A curious feature of vanished or vanishing England is the decay of our canals, which here and there with their unused locks, broken towpaths, and stagnant waters covered with weeds form a pathetic and melancholy part of the landscape. If you look at the map of England you will see, besides the blue curvings that mark the rivers, other threads of blue that show the canals. Much was expected of them. They were built just before the railway era. The whole country was covered by a network of canals. Millions were spent upon their construction. For a brief space they were prosperous. Some places, like our Berkshire Newbury, became the centres of considerable traffic and had little harbours filled with barges. Barge-building was a profitable industry. Fly-boats sped along the surface of the canals conveying passengers to towns or watering-places, and the company were very bright and enjoyed themselves. But all are dead highways now, strangled by steam and by the railways. The promoters of canals opposed the railways with might and main, and tried to protect their properties. Hence the railways were obliged to buy them up, and then left them lone and neglected. The change was tragic. You can, even now, travel all over the country by the means of these silent waterways. You start from London along the Regent’s Canal, which joins the Grand Junction Canal, and this spreads forth northwards and joins other canals that ramify to the Wash, to Manchester and Liverpool and Leeds. You can go to every great town in England as far as York if you have patience and endless time. There are four thousand miles of canals in England. They were not well constructed; we built them just as we do many other things, without any regular system, with no uniform depth or width or carrying capacity, or size of locks or height of bridges. Canals bearing barges of forty tons connect with those capable of bearing ninety tons. And now most of them are derelict, with dilapidated banks, foul bottoms, and shallow horse haulage. The bargemen have taken to other callings, but occasionally you may see a barge looking gay and bright drawn by an unconcerned horse on the towpath, with a man lazily smoking his pipe at the helm and his family of water gipsies, who pass an open-air, nomadic existence, tranquil, and entirely innocent of schooling. He is a survival of an almost vanished race which the railways have caused to disappear.
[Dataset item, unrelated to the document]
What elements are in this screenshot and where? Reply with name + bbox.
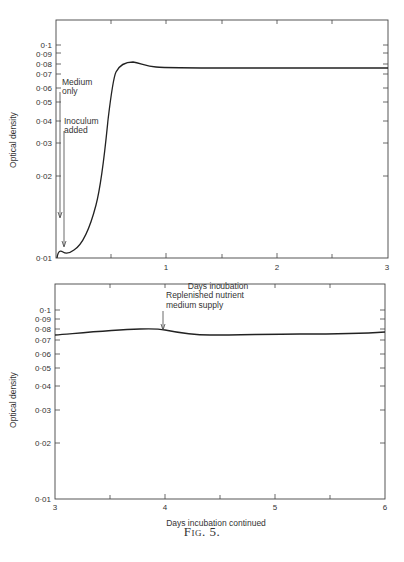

Much destruction of beautiful scenery is, alas! inevitable. Trade and commerce, mills and factories, must work their wicked will on the landscapes of our country. Mr. Ruskin’s experiment on the painting of Turner, quoted in our opening chapter, finds its realisation in many places. There was a time, I suppose, when the Mersey was a pure river that laved the banks carpeted with foliage and primroses on which the old Collegiate Church of Manchester reared its tower. It is now, and has been for years, an inky-black stream or drain running between stone walls, where it does not hide its foul waters for very shame beneath an arched culvert. There was a time when many a Yorkshire village basked in the sunlight. Now they are great overgrown towns usually enveloped in black smoke. The only day when you can see the few surviving beauties of a northern manufacturing town or village is Sunday, when the tall factory chimneys cease to vomit their clouds of smoke which kills the trees, or covers the struggling leaves with black soot. We pay dearly for our commercial progress in this sacrifice of Nature’s beauties.